Event System

The event system is how plugins communicate without direct dependencies. When something happens in one plugin (item collected, ability used, quest completed), it publishes an event. Any other plugin can subscribe to that event and react.

ISparkEvent Interface

Every event implements ISparkEvent:

public interface ISparkEvent
{
    string EventType { get; }
    float Timestamp { get; }
    string Source { get; }
    int Priority { get; }
    bool CanBeCancelled { get; }
}
Property
Description

EventType

A string identifier for the event type (e.g., "ItemPickedUp").

Timestamp

When the event was created (Time.time).

Source

Optional string identifying what caused the event.

Priority

Event priority. Higher priority events may be processed differently by some systems.

CanBeCancelled

Whether handlers can consume (stop) this event.

Creating Custom Events

Inherit from SparkEventBase, which provides default implementations for most properties:

SparkEventBase automatically sets Timestamp to Time.time at construction. Priority defaults to 0 and CanBeCancelled defaults to false.

To make an event cancellable, also implement IConsumableEvent:

Publishing Events

Use SparkEventBus.Publish<T>() for immediate, synchronous dispatch:

All subscribed handlers run synchronously in priority order before Publish returns.

For batch processing, queue events and process them together:

Queuing is useful when multiple state changes happen as part of a single action and you want all events to fire after all changes are applied.

Subscribing to Events

Implement ISparkEventHandler<T>:

Register the handler with the event bus:

Unsubscribe when no longer needed:

Always unsubscribe handlers when the subscribing object is destroyed or disabled. Failing to do so can cause memory leaks and errors.

Handler Priority and Ordering

Handlers execute in descending priority order. Higher HandlerPriority values run first:

This lets you create handlers that can validate or block an event before lower-priority handlers process it.

Event Consumption

When an event implements IConsumableEvent, a handler can stop propagation by returning true from Handle(). Subsequent lower-priority handlers will not receive the event.

For non-consumable events, the return value of Handle() is ignored. All handlers always run.

Type Matching

The event bus supports polymorphic subscriptions. If you subscribe to a base class or interface, your handler receives all events of that type and its subtypes:

String-Based Event Listeners

For simpler use cases (often in UI bindings), Spark provides StringBasedEventListener. This lets you subscribe to events by their EventType string rather than by C# type. This is primarily used by the editor and UI systems.

Built-in Event Types

Spark and its plugins publish many events. Here are some common categories:

UI Events (from Core):

  • UIPanelShownEvent, UIPanelHiddenEvent

  • FirstUIPanelOpenedEvent, AllUIPanelsClosedEvent

  • EscapeKeyPressedEvent

  • ShowEventMessageEvent

Character Events (from Character plugin):

  • Character creation and loading events

Game Settings Events (from GameSettings plugin):

  • GameSettingsLoadedEvent

  • GameSettingsUIOpenedEvent, GameSettingsUIClosedEvent

  • KeybindChangedEvent

Each optional plugin adds its own events. See the Plugin API Reference section for complete event listings per plugin.

Error Handling

The event bus catches and logs exceptions thrown by handlers. A failing handler does not prevent other handlers from receiving the event. Exceptions are logged with full stack traces for debugging.

Best Practices

  • Keep events immutable. Set all properties in the constructor and expose them as read-only.

  • Use descriptive EventType strings that match the class name (e.g., "MountSummoned" for MountSummonedEvent).

  • Always pair Subscribe with Unsubscribe to prevent leaks.

  • Keep handlers lightweight. If a handler needs to do heavy work, queue it for the next frame.

  • Use event consumption sparingly. Most events should reach all handlers.

  • Prefer specific event types over base class subscriptions. Specific types are faster and clearer.

  • Include a Source string in events to help with debugging and filtering.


→ WHAT THE TASK ASKS:
Among the entries that follow, how many lines contain the word "variant"? Give the number alone.

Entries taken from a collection
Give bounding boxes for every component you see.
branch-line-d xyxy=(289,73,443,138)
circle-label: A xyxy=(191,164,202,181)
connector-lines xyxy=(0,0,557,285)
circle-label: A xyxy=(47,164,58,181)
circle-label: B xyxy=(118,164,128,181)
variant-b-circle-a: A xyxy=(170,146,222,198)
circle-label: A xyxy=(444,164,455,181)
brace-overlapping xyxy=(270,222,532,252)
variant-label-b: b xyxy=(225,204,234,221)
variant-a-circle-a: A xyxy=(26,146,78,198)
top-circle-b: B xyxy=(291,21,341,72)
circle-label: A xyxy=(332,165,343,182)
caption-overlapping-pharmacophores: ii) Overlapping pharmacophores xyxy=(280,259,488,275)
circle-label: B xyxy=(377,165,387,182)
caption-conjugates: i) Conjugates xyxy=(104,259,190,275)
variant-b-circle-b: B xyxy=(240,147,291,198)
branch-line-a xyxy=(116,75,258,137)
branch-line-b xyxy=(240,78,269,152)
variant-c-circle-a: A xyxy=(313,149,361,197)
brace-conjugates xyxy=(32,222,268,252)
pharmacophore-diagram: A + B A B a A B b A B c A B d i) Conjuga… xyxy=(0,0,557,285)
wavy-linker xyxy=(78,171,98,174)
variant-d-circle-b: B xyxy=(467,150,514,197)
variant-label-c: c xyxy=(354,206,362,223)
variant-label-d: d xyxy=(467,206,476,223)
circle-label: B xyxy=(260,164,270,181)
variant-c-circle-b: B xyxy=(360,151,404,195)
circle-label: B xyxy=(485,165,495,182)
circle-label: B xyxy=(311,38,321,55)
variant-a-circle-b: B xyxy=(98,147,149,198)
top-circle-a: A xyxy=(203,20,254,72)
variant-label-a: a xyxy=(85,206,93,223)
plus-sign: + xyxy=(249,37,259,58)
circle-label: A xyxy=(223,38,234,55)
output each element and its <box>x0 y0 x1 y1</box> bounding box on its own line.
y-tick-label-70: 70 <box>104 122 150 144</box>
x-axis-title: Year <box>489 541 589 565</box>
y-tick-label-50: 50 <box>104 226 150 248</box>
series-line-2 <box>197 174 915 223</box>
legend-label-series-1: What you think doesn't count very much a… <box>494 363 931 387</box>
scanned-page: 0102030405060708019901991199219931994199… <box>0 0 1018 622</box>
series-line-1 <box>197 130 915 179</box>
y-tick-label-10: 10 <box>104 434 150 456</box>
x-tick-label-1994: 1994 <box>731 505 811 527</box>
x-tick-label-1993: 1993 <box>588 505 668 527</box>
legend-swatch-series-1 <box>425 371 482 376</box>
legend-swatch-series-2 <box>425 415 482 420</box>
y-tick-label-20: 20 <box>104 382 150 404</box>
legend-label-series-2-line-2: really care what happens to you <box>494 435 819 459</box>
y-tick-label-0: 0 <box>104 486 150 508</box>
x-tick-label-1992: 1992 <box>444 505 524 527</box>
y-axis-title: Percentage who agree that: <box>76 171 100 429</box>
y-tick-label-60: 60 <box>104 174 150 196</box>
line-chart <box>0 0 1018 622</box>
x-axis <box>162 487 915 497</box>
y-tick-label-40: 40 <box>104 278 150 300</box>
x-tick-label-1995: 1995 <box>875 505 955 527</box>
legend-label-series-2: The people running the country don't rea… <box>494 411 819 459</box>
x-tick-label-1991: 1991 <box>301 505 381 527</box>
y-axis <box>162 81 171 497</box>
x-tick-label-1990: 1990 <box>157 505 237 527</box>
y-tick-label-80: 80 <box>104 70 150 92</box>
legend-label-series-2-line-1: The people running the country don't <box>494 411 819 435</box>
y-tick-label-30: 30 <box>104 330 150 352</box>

→ COMPLETED EXERCISE:
11